Attackers target new Ivanti XXE vulnerability days after patch

Days after Ivanti announced patches for a new vulnerability in its Connect Secure and Policy Secure products, proof-of-concept exploit code has already been published for the flaw and security companies are reporting exploitation attempts in the wild. This follows a difficult month for Ivanti customers who had to deploy emergency mitigations and patches for three different zero-day vulnerabilities that were being exploited in the wild.

The new vulnerability, tracked as CVE-2024-22024, is an XML external entity injection (XXE) in the SAML component of specific versions of Ivanti Connect Secure, Ivanti Policy Secure, and ZTA gateways. It allows an attacker to access certain restricted resources without authentication and is rated with a severity score of 8.3 out of 10 (high) on the CVSS scale.

Ivanti credits researchers from security firm watchTowr for discovering and reporting the flaw, but also notes that it had already flagged that code as potentially insecure internally. The watchTowr researchers said in a report that they found the flaw while analyzing the patch for CVE-2024-21893, a server-side request forgery (SSRF) vulnerability in the SAML component that Ivanti disclosed on January 31 as a zero-day flaw that was being exploited in targeted attacks.

The CVE-2024-21893 SSRF flaw itself was discovered by Ivanti while investigating two other zero-day vulnerabilities that were announced on January 10 and were being exploited by a Chinese advanced persistent threat (APT) group. In response to these attacks, Ivanti first released an XML-based mitigation that could be applied to affected devices while the company worked on updated versions for all affected software releases.

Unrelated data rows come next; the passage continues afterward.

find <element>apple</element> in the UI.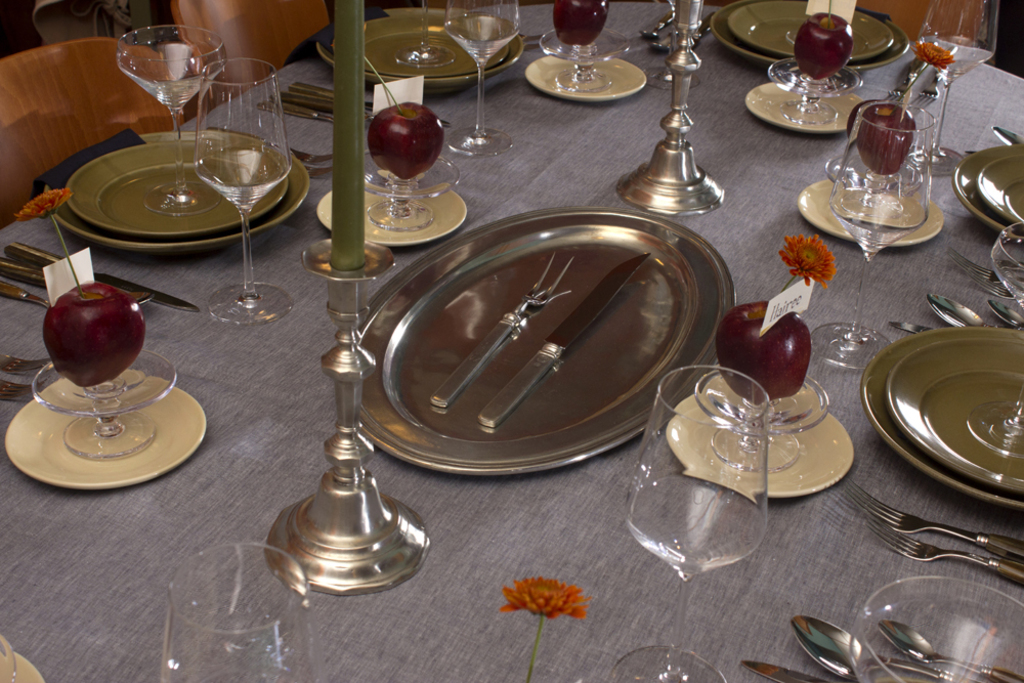
UI element at [367, 102, 446, 175].
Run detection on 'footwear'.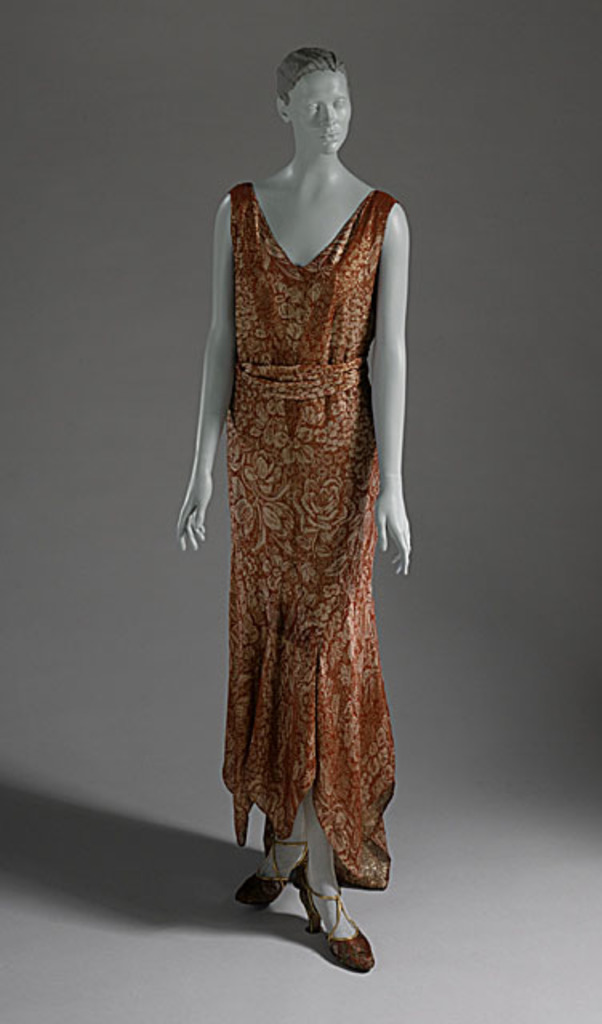
Result: Rect(234, 837, 312, 910).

Updates available for the new Ivanti vulnerabilities

The updates for the four known vulnerabilities — CVE-2023-46805 (authentication bypass), CVE-2024-21887 (command injection), CVE-2024-21888 (privilege escalation), and CVE-2024-21893 (SSRF in the SAML component) — were finally released on January 31 and February 1.

Updates for the new CVE-2024-22024 (XXE injection) flaw were released on February 8. Ivanti said these updates supersede the previously released ones and noted that customers who reset their devices to factory reset when applying the January 31 and February 1 patches don’t have to do it again now after applying the February 8 updates. The factory reset was required to clear out any potential implants and modifications made by attackers using the previous exploits.

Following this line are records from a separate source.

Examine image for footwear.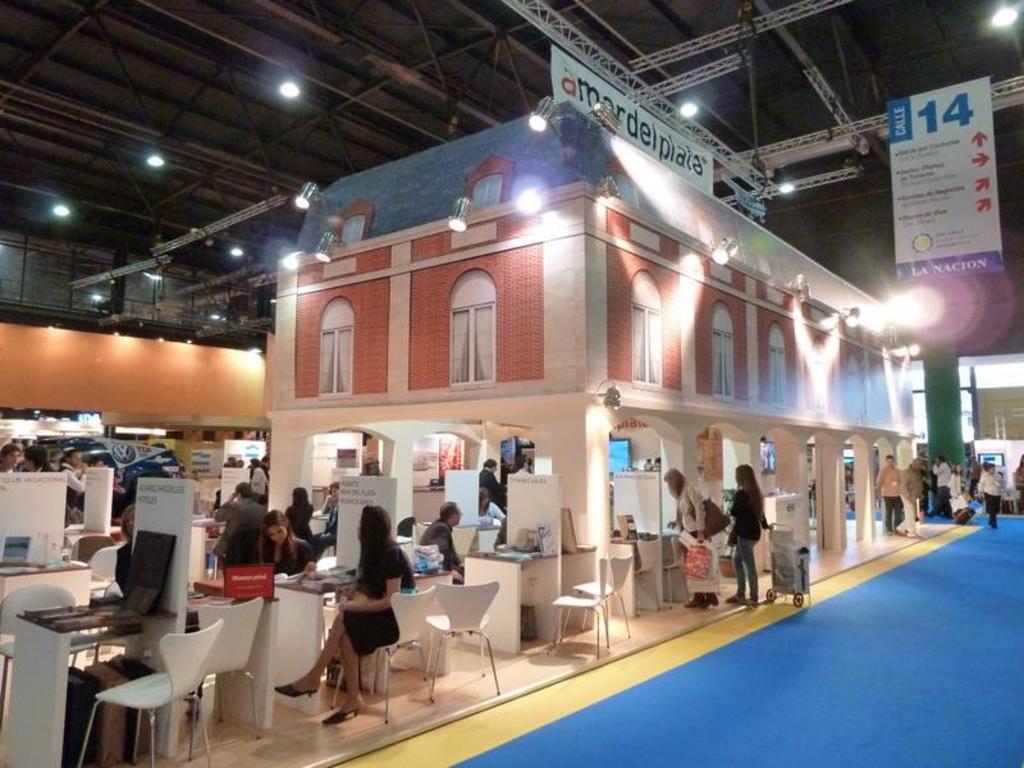
Examination result: [723, 594, 744, 602].
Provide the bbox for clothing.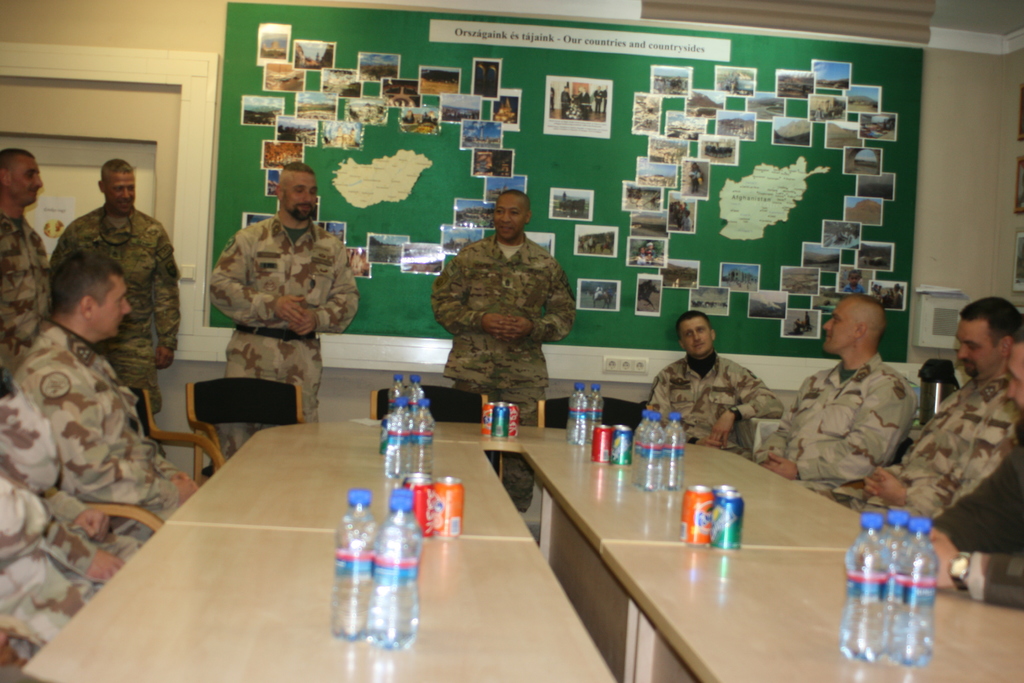
852:376:986:513.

“We strongly advise customers to run Ivanti’s previously released External Integrity Checker Tool in combination with best-practice security monitoring,” the company said in a blog post.

XXE injection vulnerabilities allow attackers to inject unsafe XML entities into web applications that process XML data. The watchTowr researchers note that the CVE-2024-22024 flaw was introduced by one of the patches for the previous vulnerabilities, which is why it only affected some recent versions of the products. According to Ivanti the impacted versions are: Connect Secure 9.1R14.4, 9.1R17.2, 9.1R18.3, 22.4R2.2, 22.5R1.1, and 22.5R2.2; Ivanti Policy Secure 22.5R1.1; and ZTA 22.6R1.3.

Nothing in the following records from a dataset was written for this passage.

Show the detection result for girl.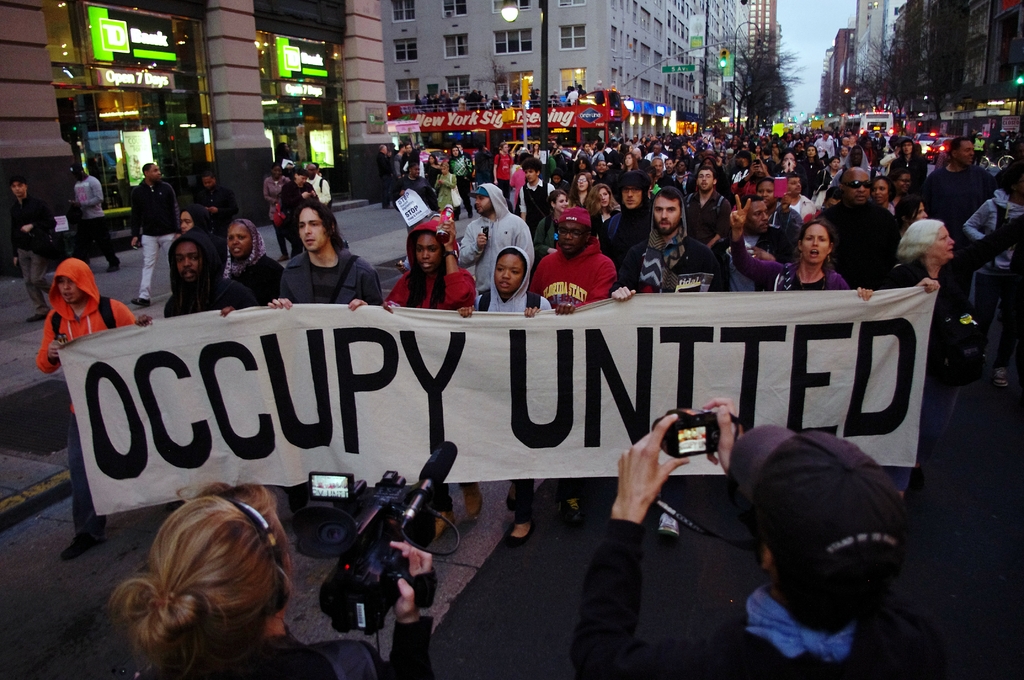
(142,471,432,679).
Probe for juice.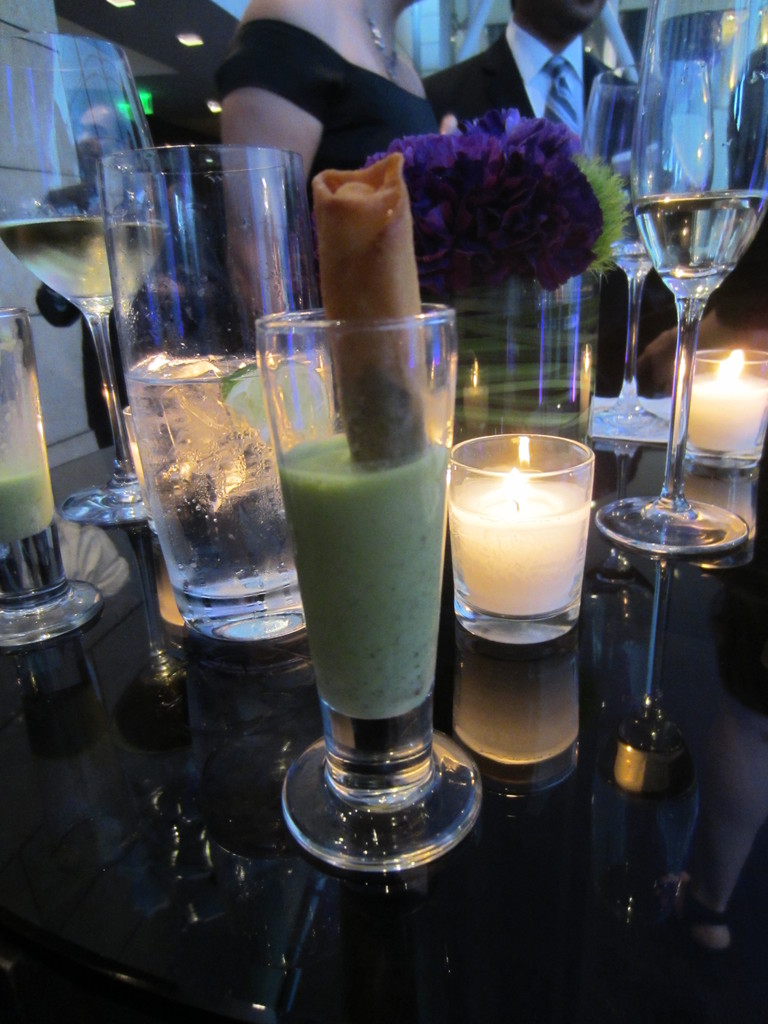
Probe result: x1=279, y1=435, x2=454, y2=719.
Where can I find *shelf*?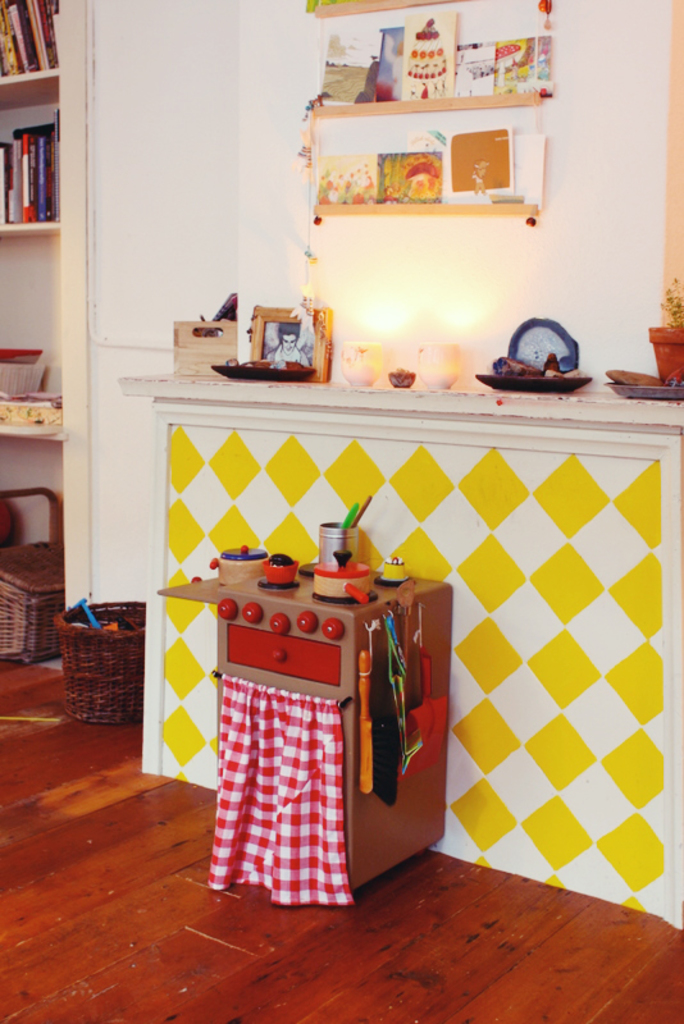
You can find it at pyautogui.locateOnScreen(0, 91, 67, 238).
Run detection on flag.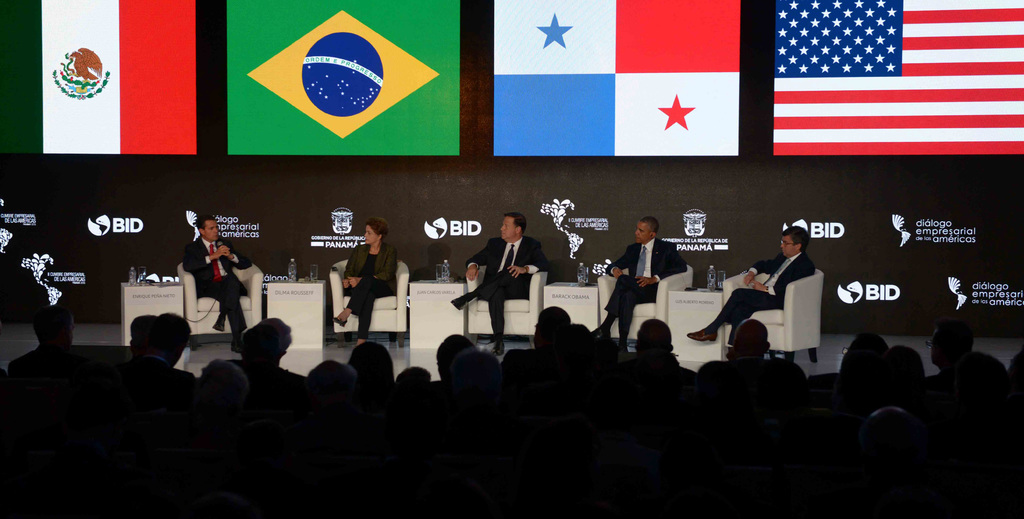
Result: [750, 19, 998, 172].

Attempts to exploit Ivanti vulnerability found

Following watchTowr’s report and Ivanti’s advisory, proof-of-concept exploit code was developed and released online over the weekend. Since then, several services and companies that run honeypots and monitor malicious internet traffic reported scans for the vulnerability and attempts to exploit it. “We started seeing exploitation attempts to ‘/dana-na/auth/saml-sso.cgi’ February 9, around 8 UTC, shortly after PoC publication,” the Shadowserver Foundation said on X Monday. “These are primarily callback tests. 47 IPs seen to date.”

Meanwhile, security firm Akamai reported seeing scanning and payload attempts for this flaw from over 80 IP addresses targeting more than 30,000 hosts.

The US Cybersecurity and Infrastructure Security Agency (CISA) issued an updated directive last week to all federal agencies to disconnect impacted Ivanti products from their networks by end of Friday, February 2, and perform additional forensic analysis and clean-up steps in case they’ve already been compromised. The agency issued a supplemental directive on Friday for all agencies to apply the new Ivanti patches for CVE-2024-22024 by Monday, February 12.